Luckily our neighborhood here has the electic lines buried. We only lost power for 8 hours after both Katrina and Rita.

I wonder if Houston is going to evacuate again like they did for Rita. The traffic getting out of town was worse there than the evacuation from New Orleans for Katrina.
 
I don't remember evacuating either while living in New Orleans in the 60's growing up, even when Betsy hit (on my birthday, what a memory), or in the 70's through most of the 90's. The first time I remember getting out was '98.

I was 13 when Betsy hit and I'll never forget a second of that long, long night! It certainly was a coming of age experience.

I think we started evacuating around 1998 also. We live on the West Bank of New Orleans and it is always very vulnerable. Although it's called the West Bank, it is actually south of the city and there isn't much between us and the Gulf, now that the wetlands are almost a thing of the past.
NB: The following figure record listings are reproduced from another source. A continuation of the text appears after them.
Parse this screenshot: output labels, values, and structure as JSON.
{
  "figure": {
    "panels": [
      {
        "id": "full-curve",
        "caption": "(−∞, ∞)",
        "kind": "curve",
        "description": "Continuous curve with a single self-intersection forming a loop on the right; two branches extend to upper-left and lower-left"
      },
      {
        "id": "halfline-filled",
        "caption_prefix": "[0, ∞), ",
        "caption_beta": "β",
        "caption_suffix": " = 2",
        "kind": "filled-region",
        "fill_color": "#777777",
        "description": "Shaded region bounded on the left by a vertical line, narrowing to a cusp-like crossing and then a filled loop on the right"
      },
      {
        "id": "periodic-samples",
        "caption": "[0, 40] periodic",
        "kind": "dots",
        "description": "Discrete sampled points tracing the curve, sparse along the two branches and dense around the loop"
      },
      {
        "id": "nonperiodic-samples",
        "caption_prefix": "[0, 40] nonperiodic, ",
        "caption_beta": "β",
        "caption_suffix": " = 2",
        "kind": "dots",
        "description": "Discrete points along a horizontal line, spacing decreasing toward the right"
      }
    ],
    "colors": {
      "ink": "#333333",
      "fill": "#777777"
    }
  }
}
And the Harvey Canal is our MRGO. Rita actually caused us more problems than Katrina because it passed to the west of us and piled water up through the marshes and the Canal. We first started evacuating when they started telling us we could get up to 20 feet of water on the West Bank. No thanks!

Even if you don't flood, it is not much fun staying home without electricity (esp, a/c). It happens, especially with the above ground electrical lines.

Luckily our neighborhood here has the electic lines buried. We only lost power for 8 hours after both Katrina and Rita.

You were very lucky! We didn't evacuate far enough....just north of the lake where we have some property out in the country. We were without power for a week and out in the country, no power means no running water either. We had to haul buckets of water a quarter of a mile from the pond to flush the toilets. Fun, fun times. :rolleyes:

I wonder if Houston is going to evacuate again like they did for Rita. The traffic getting out of town was worse there than the evacuation from New Orleans for Katrina.